Fortean Times

Fairies, Folklore and Forteana

- SIMON YOUNG FILES A NEW REPORT FROM THE INTERFACE OF STRANGE PHENOMENA AND FOLK BELIEF Simon has edited Sheridan Le Fanu’s Scary Fairy Tales: Four Tales of Fairy Horror (2020).

VERY SCARY FAIRIES

It is perhaps the single scariest British fairy encounter. The year is 1757. Four children are playing in a field in Denbighshi­re. The children (three girls and a boy) are aged seven, eight, 10 and 15. The experience was recorded by the youngest, Edward Williams (1750-1813). Williams – who would become a celebrated Methodist preacher – wrote two difference accounts: one for the proto-fortean collector Edmund Jones, when Edward was in his early twenties; and the other as an autobiogra­phical reminiscen­ce much later in his life. The two accounts are remarkably similar.

The children were playing in a field outside Bodfari when they became aware that, about 70 yards from them, a group of humanoids were dancing. The account begins jarringly with these figures suddenly turning up out of nowhere. As to the appearance of the interloper­s: “They seemed to be little bigger than we, but of a dwarfish appearance.” “They were cloathed in red all over like soldiers, with red handkerchi­efs, sprig’d, and spotted with yellow about their heads, all alike in everything… with the knot behind.” Usually, fairies dance in a circle and invite humans in. Here the figures seemed to be involved in manic “morris dancing” (Jones’s words). There was “something uncommonly wild in their motions.” The children had real problems

“I LOOKED BACK AND SAW HIM JUST BY ME; UPON WHICH I CRIED OUT, MY SISTER ALSO CRIED OUT”

establishi­ng how many there were – which suggests a lot of movement – but decided in the end that there were about 16.

So far so creepy. But things are about to go from deeply weird to unaccounta­bly bad. “Presently we saw one of them coming away from the company in a running pace; upon this we feared and ran to the stile.” The kids were being chased by an angry fairy dancer: he had a “slow running pace”, but “with long steps for a little one”. The older children heroically went first over the stile and poor Edward was left last. He remembered the order of the girls going over that narrow piece of wood 15 years later: this suggests that the terror burnt the whole sequence into his mind. While “I was creeping up the stile, my sister staying to help me, I looked back, and saw him just by me; upon which I cried out, my sister also cried out, and [she] took hold of me under her arm to draw me over; and when my feet had just come over, I still crying and looking back, we saw him reaching after me, leaning on the stile; but [he] did not come over.” The man had a “grim countenanc­e, a wild and somewhat fierce look”; his complexion was “copper-coloured”.

All four children (now grown) were still alive in 1772 when Edward wrote his first account: “They remember it as well if not better than myself.”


Work task: Write out each record below exactly, without pictures.

Material for this task:
::::::::::
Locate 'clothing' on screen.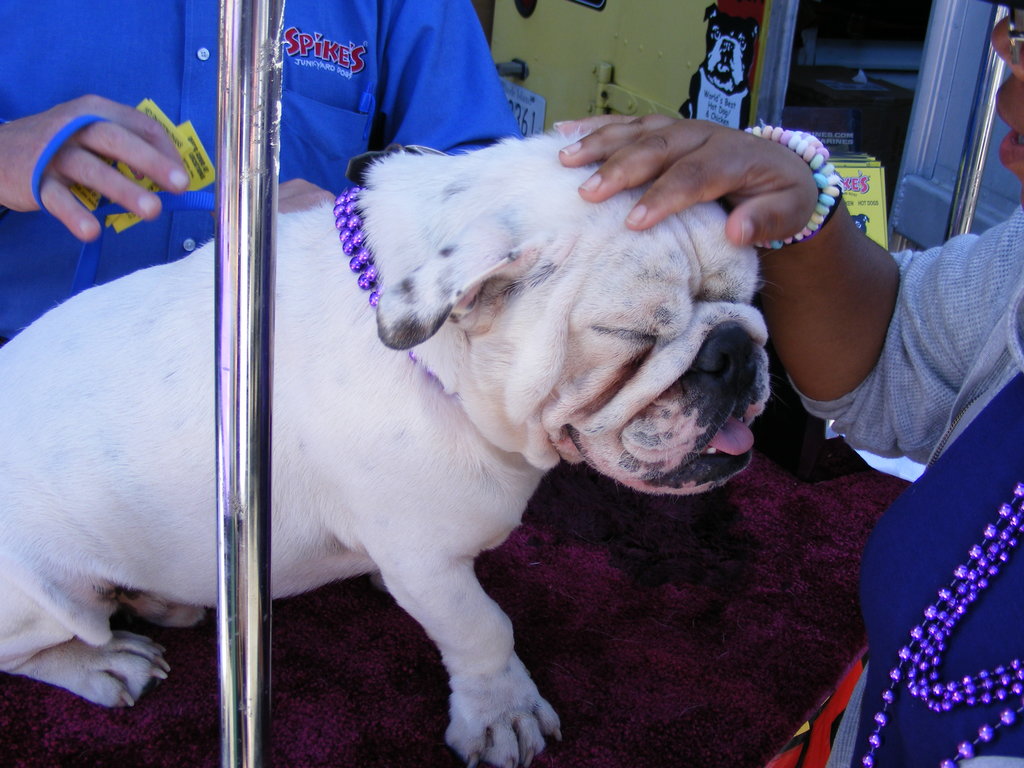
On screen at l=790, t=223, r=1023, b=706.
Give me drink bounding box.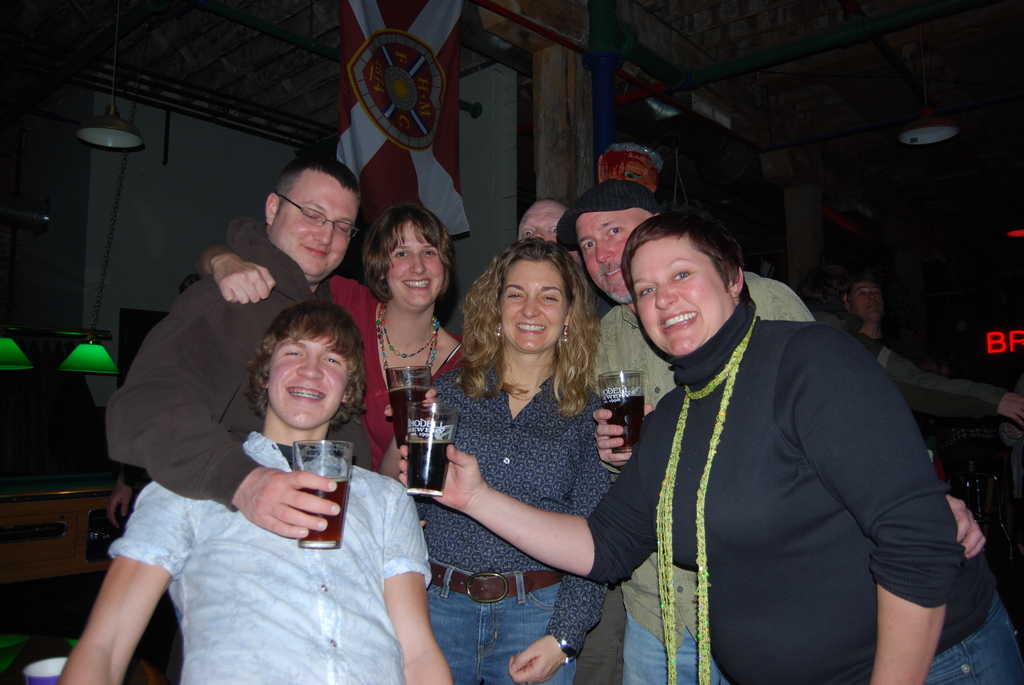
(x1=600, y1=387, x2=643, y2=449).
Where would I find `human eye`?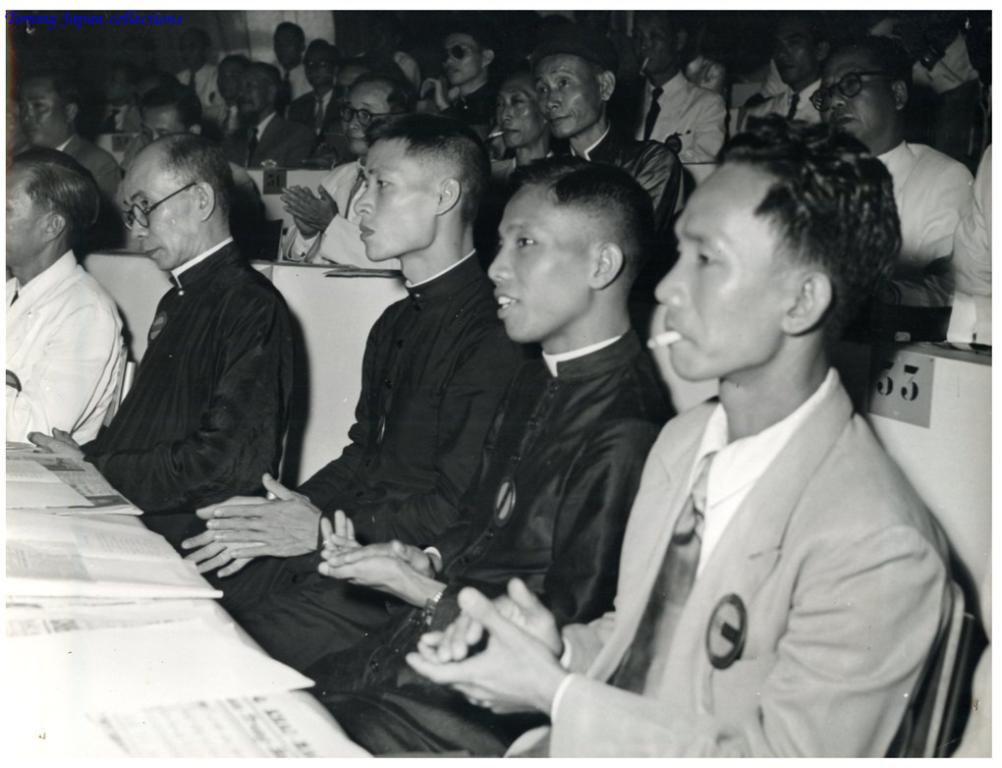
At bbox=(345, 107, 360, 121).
::::::::::
Answer:
Locate 'clothing' on screen.
On screen at l=790, t=223, r=1023, b=706.
Give me drink bounding box.
(x1=600, y1=387, x2=643, y2=449).
Where would I find `human eye`?
At bbox=(345, 107, 360, 121).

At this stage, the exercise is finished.